In some form or other, as of petition, gratitude or contrition, uttered in words or confined to the aspirations of the soul, prayer is a necessary factor in the religious life. It always has been, and it must be present.
The exceptions which may be taken to this in religious systems are chiefly two, those supposed to have been founded by Buddha Sakyamuni and Confucius.
It is undoubtedly correct that Buddha discouraged prayer. He permitted it at best in the inferior grades of discipleship. For himself, and all who reached his stage of culture, he pronounced it futile.
But Buddha did not set out to teach a religion, but rather the inutility of all creeds. He struck shrewdly at the root of them by placing the highest condition of man in the total extinguishment of desire. He bound the gods in fetters by establishing a theory of causal connection (the twelve Nidana) which does away with the necessity of ruling powers. He then swept both matter and spirit into unreality by establishing the canon of ignorance, that the highest knowledge is to know that nothing is; that there is neither being nor not-being, nor yet the becoming. After this wholesale iconoclasm the only possible object in life for the sage is the negative one of avoiding pain, which though as unreal as anything else, interferes with his meditations on its unreality. To this negative end the only aid he can expect is from other sages who have gone farther in self-cultivation. Self, therefore, is the first, the collective body of sages is the second, and the written instruction of Buddha is the third; and these three are the only sources to which the consistent Buddhist looks for aid.
This was Buddha’s teaching. But it is not Buddhism as professed by the hundreds of millions in Ceylon, in Thibet, China, Japan, and Siberia, who claim Sakyamuni under his names Buddha, the awakened, Tathagata, thus gone, or gone before, Siddartha, the accomplisher of the wish, and threescore and ten others of like purport, as their inspired teacher. Millions of saints, holy men, Buddhas, they believe, are ready to aid in every way the true believer, and incessant, constant prayer is, they maintain, the one efficient means to insure this aid. Repetition, dinning the divinities and wearying them into answering, is their theory. Therefore they will repeat a short formula of four words (om mani padme hum—Om! the jewel in the lotus, amen) thousands of times a day; or, as they correctly think it not a whit more mechanical, they write it a million times on strips of paper, fasten it around a cylinder, attach this to a water or a wind-wheel, and thus sleeping or waking, at home or abroad, keep up a steady fire of prayer at the gods, which finally, they sanguinely hope, will bring them to submission.
No sect has such entire confidence in the power of prayer as the Buddhists. The most pious Mahometan or Christian does not approach their faith. After all is said and done, the latter has room to doubt the efficacy of his prayer. It may be refused. Not so the Buddhists. They have a syllogism which covers the case completely, as follows:—
All things are in the power of the gods.
The gods are in the power of prayer.
Prayer is at the will of the saint.
Therefore all things are in the power of the saint.
The only reason that any prayer fails is that it is not repeated often enough—a statement difficult to refute.
The case with Confucius was different.[122-1] No speculative dreamer, but a practical man, bent on improving his fellows by teaching them self-reliance, industry, honesty, good feeling and the attainment of material comfort, he did not see in the religious systems and doctrines of his time any assistance to these ends. Therefore, like Socrates and many other men of ancient and modern times, without actually condemning the faiths around him, or absolutely neglecting some external respect to their usages, he taught his followers to turn away from religious topics and occupy themselves with subjects of immediate utility. For questions of duty, man, he taught, has a sufficient guide within himself. “What you do not like,” he said, “when done to yourself, do not to others.” The wishes, he adds, should be limited to the attainable; thus their disappointment can be avoided by a just estimate of one’s own powers. He used to compare a wise man to an archer: “When the archer misses the target, he seeks for the cause of his failure within himself.” He did not like to talk about spiritual beings. When asked whether the dead had knowledge, he replied: “There is no present urgency about the matter. If they have, you will know it for yourself in time.” He did not deny the existence of unseen powers; on the contrary, he said: “The kwei shin (the most general term for supernatural beings) enter into all things, and there is nothing without them;” but he added, “We look for them and do not see them; we listen, but do not hear them.” In speaking of deity, he dropped the personal syllable (te) and only spoke of heaven, in the indefinite sense. Such was this extraordinary man. The utilitarian theory, what we call the common sense view of life, was never better taught. But his doctrine is not a religion. His followers erect temples, and from filial respect pay the usual honors to their ancestors, as Confucius himself did. But they ignore religious observances, strictly so-called.
These examples, therefore, do not at all conflict with the general statement that no religion can exist without prayer. On the contrary, it is the native expression of the religious sentiment, that to which we must look for its most hidden meaning. The thoughtful Novalis, whose meditations are so rich in reflections on the religious nature of man, well said: “Prayer is to religion what thought is to philosophy. To pray is to make religion. The religious sense prays with like necessity that the reason thinks.”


▶ [Problem statement] Your task is to transcribe, word for word, the line containing "Identify the location of a: Terms" and all lines that follow it to the end of the entries. Leave out the pictures.

___ Listed entries ___

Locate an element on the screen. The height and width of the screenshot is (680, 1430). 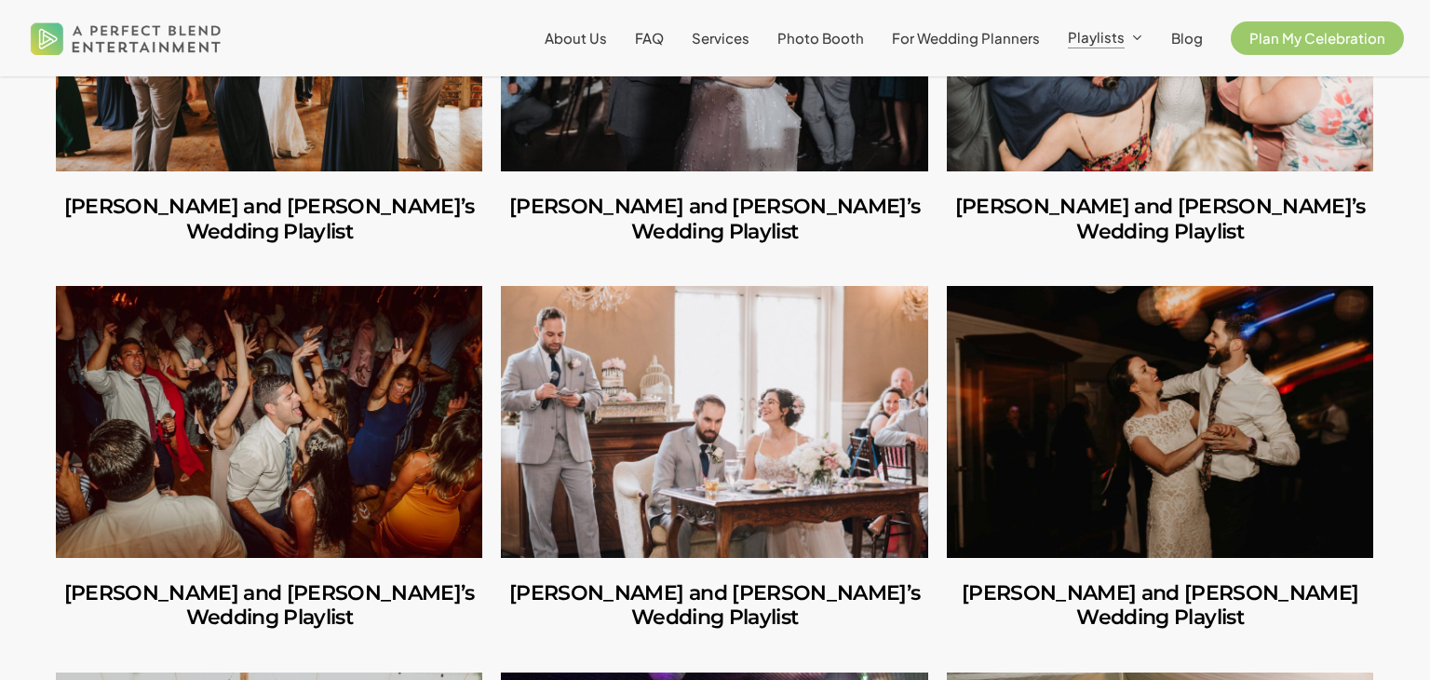
span: Blog is located at coordinates (1187, 37).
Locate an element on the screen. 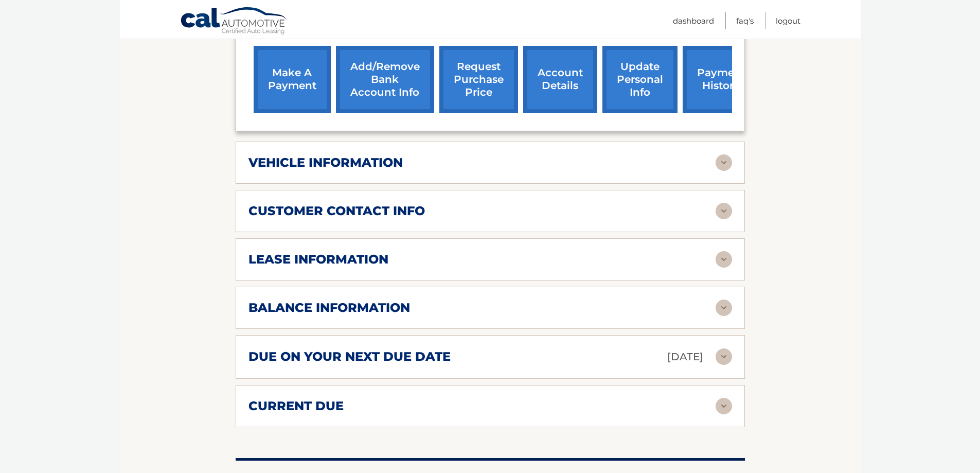 Image resolution: width=980 pixels, height=473 pixels. h2: balance information is located at coordinates (329, 308).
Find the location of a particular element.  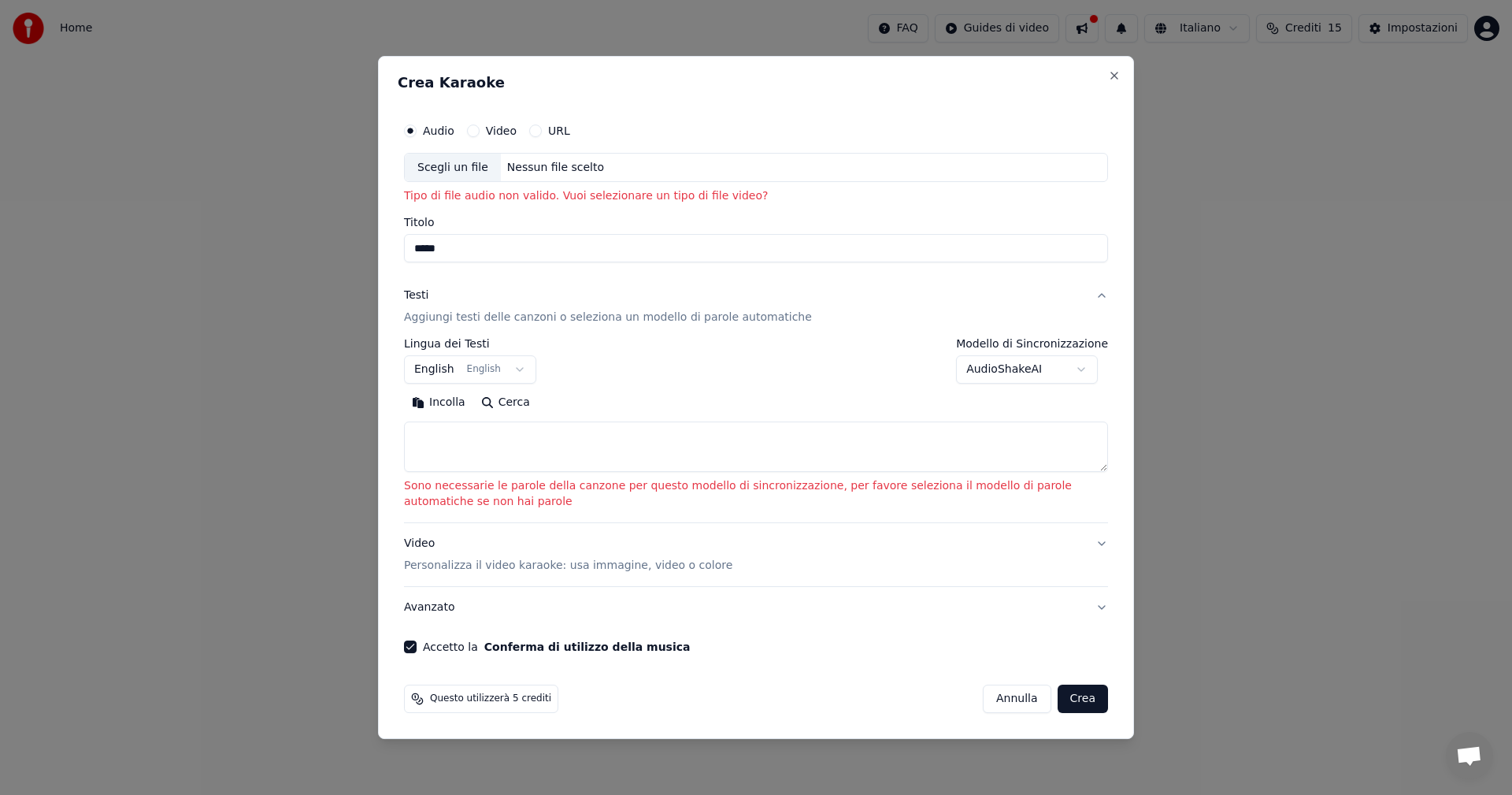

p: Sono necessarie le parole della canzone per questo modello di sincronizzazione, per favore selezi... is located at coordinates (756, 495).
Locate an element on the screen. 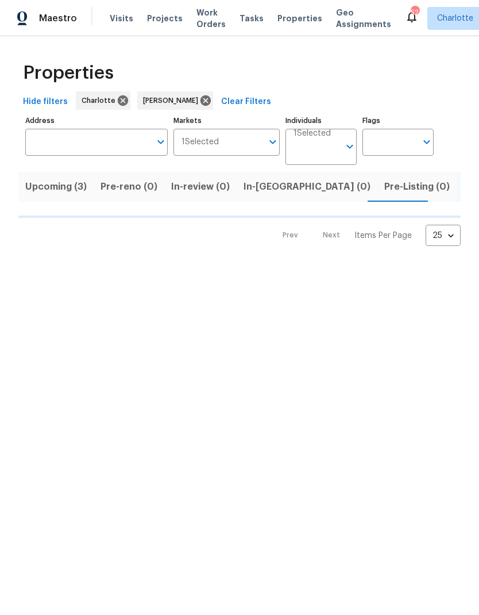 This screenshot has height=615, width=479. span: Hide filters is located at coordinates (45, 102).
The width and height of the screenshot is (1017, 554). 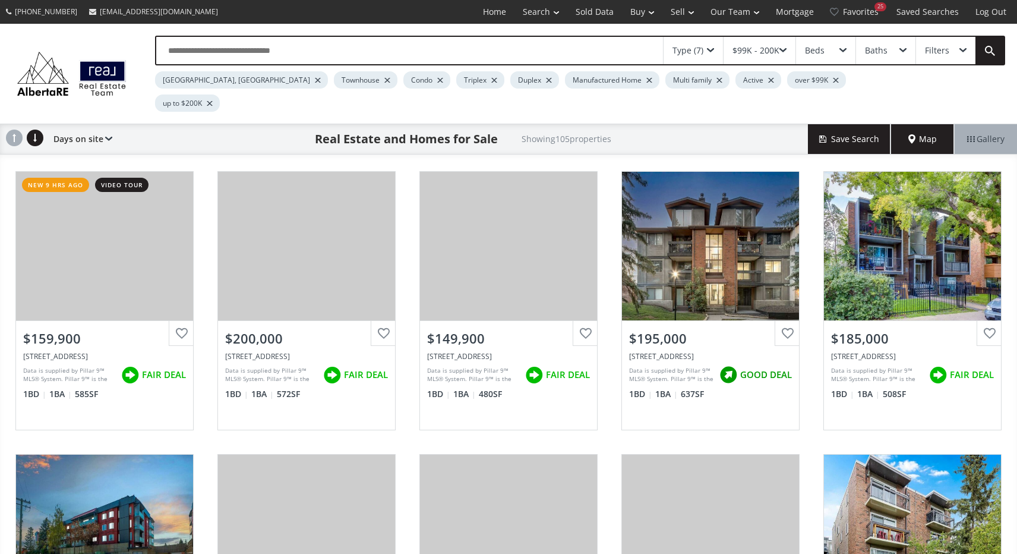 What do you see at coordinates (937, 50) in the screenshot?
I see `div: Filters` at bounding box center [937, 50].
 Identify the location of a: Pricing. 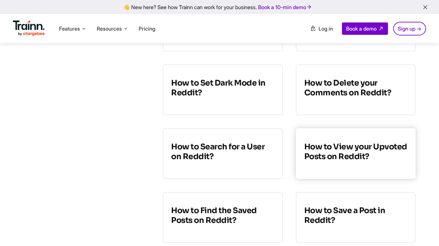
(147, 29).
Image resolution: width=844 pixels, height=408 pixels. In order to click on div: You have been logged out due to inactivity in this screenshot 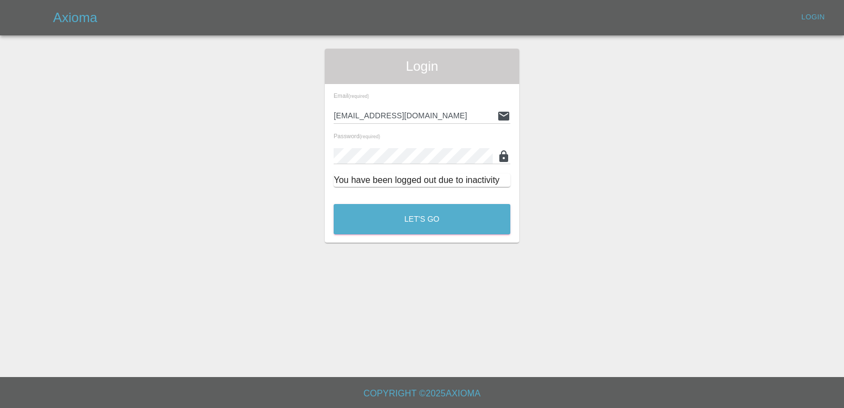, I will do `click(422, 180)`.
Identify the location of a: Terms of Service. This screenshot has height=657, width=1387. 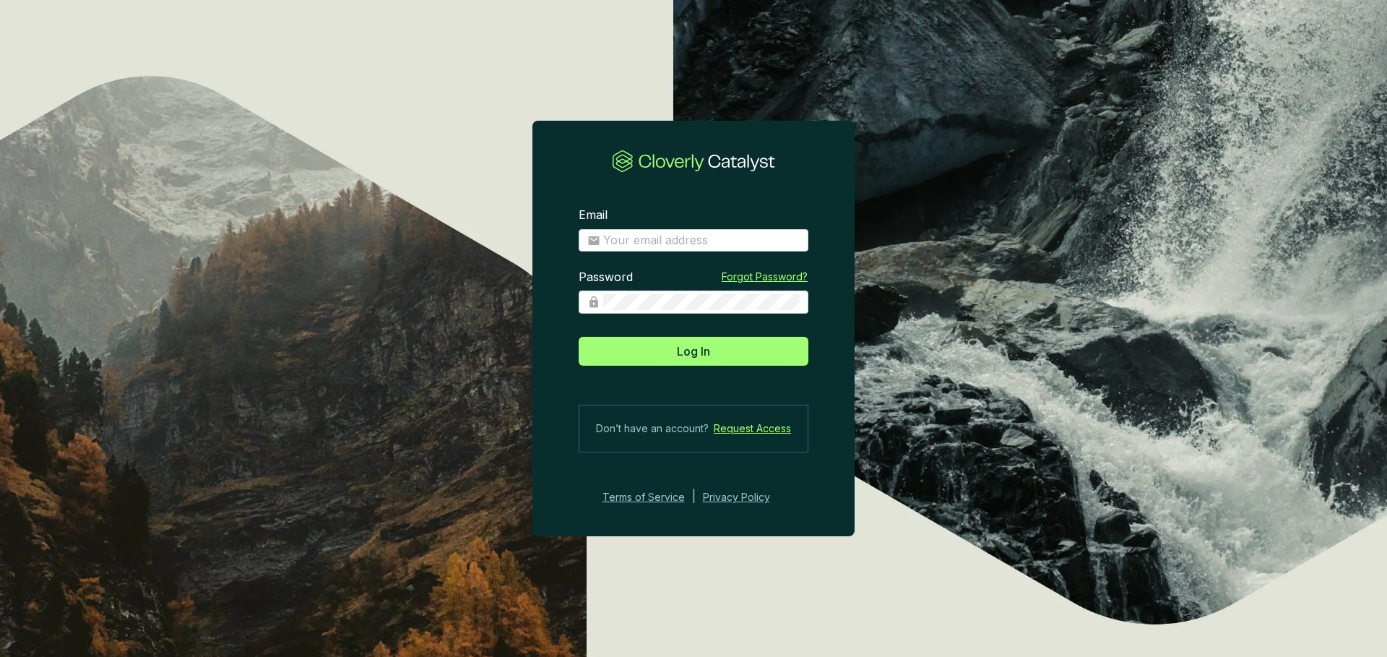
(642, 497).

___

▶ [Finished exercise]
Identify the location of a: Terms of Service. This screenshot has height=657, width=1387. 
(642, 497).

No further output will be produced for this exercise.